Iran declares 'the end of Isis' in live state TV broadcast

The Revolutionary Guards, Iran's most powerful military force, has been fighting in support of Syrian President Bashar al-Assad and the central government in Baghdad for several years: AFP/Getty Images
The Revolutionary Guards, Iran's most powerful military force, has been fighting in support of Syrian President Bashar al-Assad and the central government in Baghdad for several years: AFP/Getty Images

Iranian President Hassan Rouhani has declared the end of Isis in an address broadcast live on state TV.

A senior commander of Iran’s Revolutionary Guards, Major General Qassem Soleimani, also declared the end of the jihadist group operating in Syria and Iraq in a message published on Tuesday on Sepah News, the Guards' news site.

The Revolutionary Guards' statement also thanked its ally, Lebanese militant group Hezbollah, for its "decisive" role in the fight.

Iranian militias have helped shore up Syrian President Bashar al-Assad's rule since 2014 against both moderate opposition and extremists in the civil war. At least 1,000 Iranian fighters, some of them Afghan refugee recruits, are thought to have died in the fighting.

Across the border in Iraq, Iranian-funded Shia militias form part of the US-backed Iraqi coalition which drove Isis out of its de facto Iraqi capital of Mosul in June and has almost succeeded in eliminating Isis as a land-holding force in the country.

In a televised speech from Beirut on Monday night, Hezbollah leader Hassan Nasrallah said that the group was ready to withdraw its troops from Iraq once the central government declares a decisive victory.

Both Rouhani and Nasrallah's comments come in the wake of an Arab League meeting in Cairo on Sunday in which Saudi Arabia called on the region to unite against Iran, its regional rival, over its "destabilising" role in the Middle East's many conflicts.

Tensions between Riyadh and Tehran are running high following a 4 November Houthi rebel ballistic missile fired from Yemen towards Saudi Arabia and the shock resignation of Lebanon's Sunni Prime Minister Saad Hariri, a move widely believed to have been orchestrated by the Saudi authorities.

President Rouhani said that the Houthis had launched the attack in response to "so much bombing" by the Saudi-led Arab coalition propping up Yemen's exiled government. He also called the regional organisation "old, worn-out, exhausted and ineffective."

President Rouhani will travel to the Russian city of Sochi on Wednesday to meet with with Russian President Vladimir Putin and Turkish President Recep Tayyip Erdogan for further talks on reducing violence in Syria through de-escalation zones, a strategy agreed earlier this year.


- ASSIGNMENT
Pull each line holding the word "icon" from the data.

Top of EXTRACTED MATERIAL

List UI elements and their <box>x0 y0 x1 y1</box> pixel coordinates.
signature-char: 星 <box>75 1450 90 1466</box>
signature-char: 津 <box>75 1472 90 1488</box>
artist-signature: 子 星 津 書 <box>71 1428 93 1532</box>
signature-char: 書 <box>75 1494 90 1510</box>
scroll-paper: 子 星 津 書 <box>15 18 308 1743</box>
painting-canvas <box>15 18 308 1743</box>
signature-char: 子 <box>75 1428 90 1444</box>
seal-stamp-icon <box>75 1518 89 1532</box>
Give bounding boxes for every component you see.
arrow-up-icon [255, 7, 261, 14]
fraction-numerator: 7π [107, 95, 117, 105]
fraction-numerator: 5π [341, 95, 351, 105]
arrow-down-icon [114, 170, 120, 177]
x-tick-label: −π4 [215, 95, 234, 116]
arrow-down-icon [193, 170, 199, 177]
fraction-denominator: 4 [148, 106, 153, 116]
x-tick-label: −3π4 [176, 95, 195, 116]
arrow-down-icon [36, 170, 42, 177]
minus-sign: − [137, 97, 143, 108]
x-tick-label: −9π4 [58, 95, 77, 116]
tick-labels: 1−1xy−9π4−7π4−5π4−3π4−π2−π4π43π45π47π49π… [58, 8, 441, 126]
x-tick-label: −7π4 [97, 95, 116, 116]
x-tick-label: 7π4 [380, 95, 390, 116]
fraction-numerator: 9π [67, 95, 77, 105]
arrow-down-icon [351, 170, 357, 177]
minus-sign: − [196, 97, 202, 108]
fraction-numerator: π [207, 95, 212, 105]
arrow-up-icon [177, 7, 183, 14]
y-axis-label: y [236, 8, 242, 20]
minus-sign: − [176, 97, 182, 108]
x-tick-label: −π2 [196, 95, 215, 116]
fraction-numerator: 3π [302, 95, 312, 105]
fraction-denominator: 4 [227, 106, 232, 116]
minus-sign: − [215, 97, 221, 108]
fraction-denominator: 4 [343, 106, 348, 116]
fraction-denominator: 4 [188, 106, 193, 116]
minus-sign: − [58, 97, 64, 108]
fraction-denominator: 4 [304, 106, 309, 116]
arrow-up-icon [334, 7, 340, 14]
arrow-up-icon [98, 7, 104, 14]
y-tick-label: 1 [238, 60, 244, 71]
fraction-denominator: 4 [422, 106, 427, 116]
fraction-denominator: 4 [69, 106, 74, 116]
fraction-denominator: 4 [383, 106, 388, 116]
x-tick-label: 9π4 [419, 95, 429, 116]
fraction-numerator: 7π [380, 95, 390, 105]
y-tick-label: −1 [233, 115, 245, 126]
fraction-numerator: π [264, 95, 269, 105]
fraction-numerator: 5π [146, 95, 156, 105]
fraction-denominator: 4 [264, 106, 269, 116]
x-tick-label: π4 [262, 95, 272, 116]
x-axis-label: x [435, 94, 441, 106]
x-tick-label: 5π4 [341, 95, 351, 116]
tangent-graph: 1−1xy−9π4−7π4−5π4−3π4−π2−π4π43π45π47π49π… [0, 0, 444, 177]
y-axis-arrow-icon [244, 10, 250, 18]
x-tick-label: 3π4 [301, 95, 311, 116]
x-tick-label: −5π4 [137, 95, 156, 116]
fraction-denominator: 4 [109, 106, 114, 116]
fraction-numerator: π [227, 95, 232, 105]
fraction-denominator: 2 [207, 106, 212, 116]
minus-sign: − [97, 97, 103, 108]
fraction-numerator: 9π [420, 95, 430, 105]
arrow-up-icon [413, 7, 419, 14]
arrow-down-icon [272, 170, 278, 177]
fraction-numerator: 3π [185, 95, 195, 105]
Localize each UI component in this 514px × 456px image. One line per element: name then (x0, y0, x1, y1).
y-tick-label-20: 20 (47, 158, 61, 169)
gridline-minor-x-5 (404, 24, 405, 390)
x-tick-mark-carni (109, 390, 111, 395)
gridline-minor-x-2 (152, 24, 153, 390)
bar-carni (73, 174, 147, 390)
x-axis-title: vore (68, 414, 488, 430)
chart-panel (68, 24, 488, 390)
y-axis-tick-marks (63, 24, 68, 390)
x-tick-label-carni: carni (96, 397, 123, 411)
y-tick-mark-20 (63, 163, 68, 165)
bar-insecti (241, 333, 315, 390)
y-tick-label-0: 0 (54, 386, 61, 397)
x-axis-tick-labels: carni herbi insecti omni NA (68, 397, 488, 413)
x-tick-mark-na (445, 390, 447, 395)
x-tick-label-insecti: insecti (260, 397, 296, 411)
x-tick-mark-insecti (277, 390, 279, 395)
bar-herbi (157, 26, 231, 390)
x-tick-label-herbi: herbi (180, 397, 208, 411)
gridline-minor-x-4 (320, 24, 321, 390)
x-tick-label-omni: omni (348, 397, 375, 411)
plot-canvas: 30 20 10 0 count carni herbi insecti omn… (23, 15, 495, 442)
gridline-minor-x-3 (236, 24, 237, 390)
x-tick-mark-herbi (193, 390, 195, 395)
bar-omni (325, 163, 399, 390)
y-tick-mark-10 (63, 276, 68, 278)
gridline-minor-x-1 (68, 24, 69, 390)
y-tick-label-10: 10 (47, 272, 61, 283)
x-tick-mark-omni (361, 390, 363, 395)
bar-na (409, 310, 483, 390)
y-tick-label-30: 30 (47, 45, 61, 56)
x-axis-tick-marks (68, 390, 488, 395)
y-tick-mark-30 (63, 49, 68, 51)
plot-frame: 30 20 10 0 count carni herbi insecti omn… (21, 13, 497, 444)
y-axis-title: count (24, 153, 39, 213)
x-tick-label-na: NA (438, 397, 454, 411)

Bottom of EXTRACTED MATERIAL

- TASK OUTPUT
seal-stamp-icon <box>75 1518 89 1532</box>
arrow-up-icon [255, 7, 261, 14]
arrow-down-icon [114, 170, 120, 177]
arrow-down-icon [193, 170, 199, 177]
arrow-down-icon [36, 170, 42, 177]
arrow-down-icon [351, 170, 357, 177]
arrow-up-icon [177, 7, 183, 14]
arrow-up-icon [334, 7, 340, 14]
arrow-up-icon [98, 7, 104, 14]
y-axis-arrow-icon [244, 10, 250, 18]
arrow-up-icon [413, 7, 419, 14]
arrow-down-icon [272, 170, 278, 177]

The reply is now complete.